5. I'm a member of academic-related staff - in fact a computer
officer. I don't file patents, I just write software. Why should I
bother about this?
We extend rights to material produced in the course of your work rather
than research. That means that you can put the software you write in the
public domain without having to ask permission first. None of the pro-council
flysheets have rebutted this, but Council didn't take it as a friendly
amendment. The only way that non-research staff, or research staff who
produce non-research output, can control your own work is by voting for
the amendment, and even the pro-council side don't dispute that.
6. Why do you use the University's crest on your web page and
leaflets?
Regulation 31 states that `The University is solely entitled to use
its name and arms'. The background is that our administration seems
to want to sharpen up our `brand'. Should it have the power, for
example, to stop a controversial student society using the Cambridge
name? This is a discussion we have to have, especially in view of the
possible tensions between academic freedom and the Home Office's
`radicalisation' agenda. However, a Grace on the commercial
exploitation of research should not be used to slip such a regulation
through. We're therefore proposing to amend Regulation 31 to `The
University is solely entitled to make commercial use of its name and
arms'.
7. The university says it didn't mean to take the right to
make contracts without the consent of staff. What do you say to
that?
Right at the beginning of this, when we pointed out the terrible
effects that the 2002 policy would have, the reply from the Council was "we
didn't mean it". After more than three years, one committee, three
Reports, four Discussions, one eminent QC and the support of 14 other law
professors, aren't we entitled to expect that the Old Schools will mean
what they say and say what they mean? This is legislation, after all: it
will take effect once the Grace is approved, whichever way the ballot
goes. If you don't mean the University to acquire the power to make
contracts on your behalf, you had better vote for the amendments.

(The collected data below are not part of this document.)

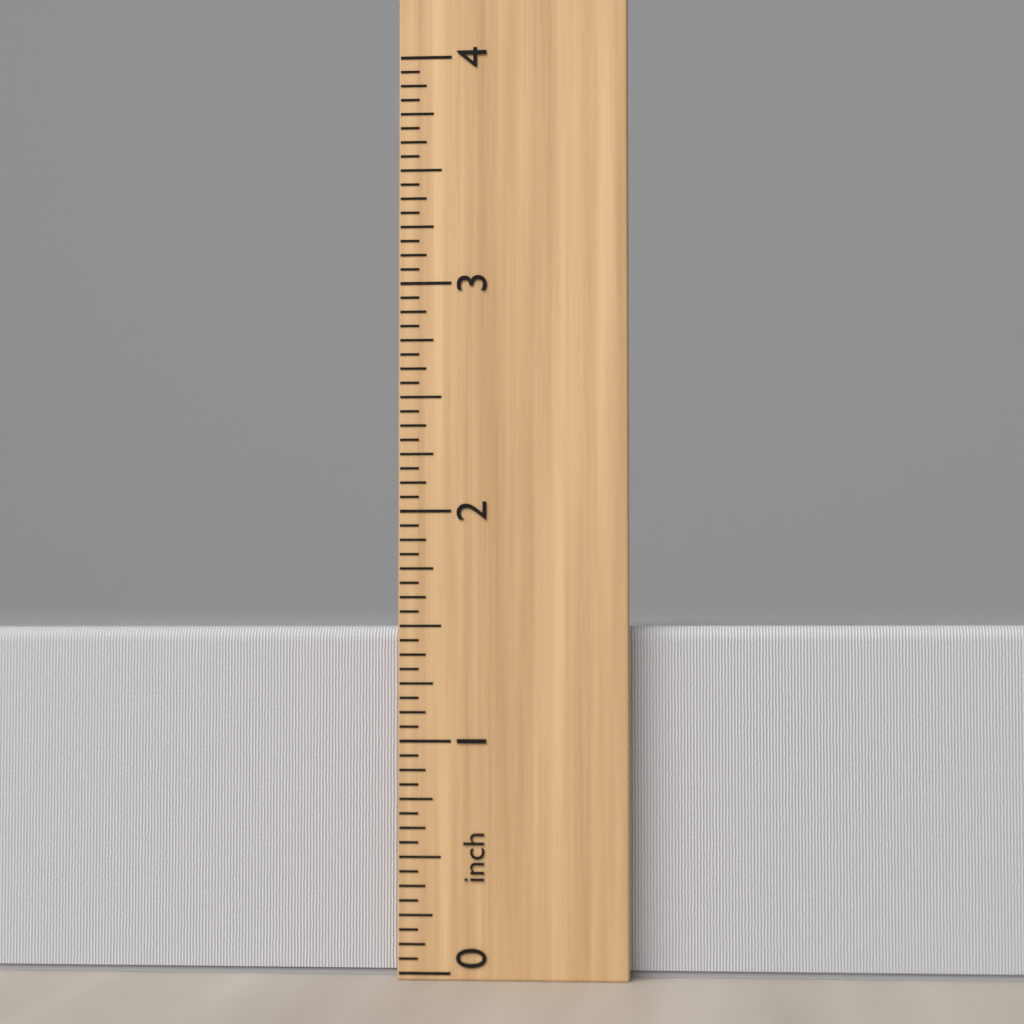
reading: 1.5000 inch
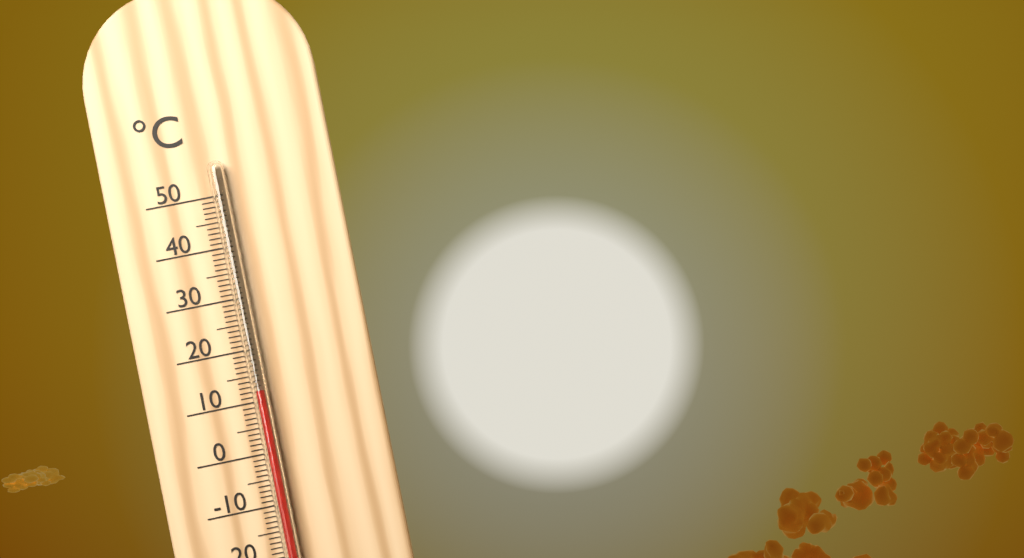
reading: 12 °C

8. What happens if you lose? Is that the end of the whole
dreaful row?
That's unlikely, for several reasons. First, tenured staff will still
have much better terms than contract staff, and once the principle
of levelling down has been accepted (rather than levelling up) the
temptation will be for the University to ask for more. Second, the
injustice of treating technologists' patents more severely than
historians' books will rankle. Third, the Cambridge Enterprise
bureaucracy won't make its budget - facing a choice between paying
15% tax to exploit an idea yourself or 67% tax to have it exploited
by CE, you can be sure that the valuable ideas will be self-exploited
and CE will end up with the turkeys. So the current share of patent
income enjoyed by the centre will go down from about half to something
near 15%. All these factors will create strong incentives for the
centre to move against the next target - and Regulation 2 gives it the
power to do so.
The net effect is likely to be that IP will remain a running sore for
years. It will distract management time and attention, poison
relationships between academic and administrative staff, and undermine
the octocentenary fundraising campaign. We don't need any of that.
IP Ballot - Vote for the Amendments!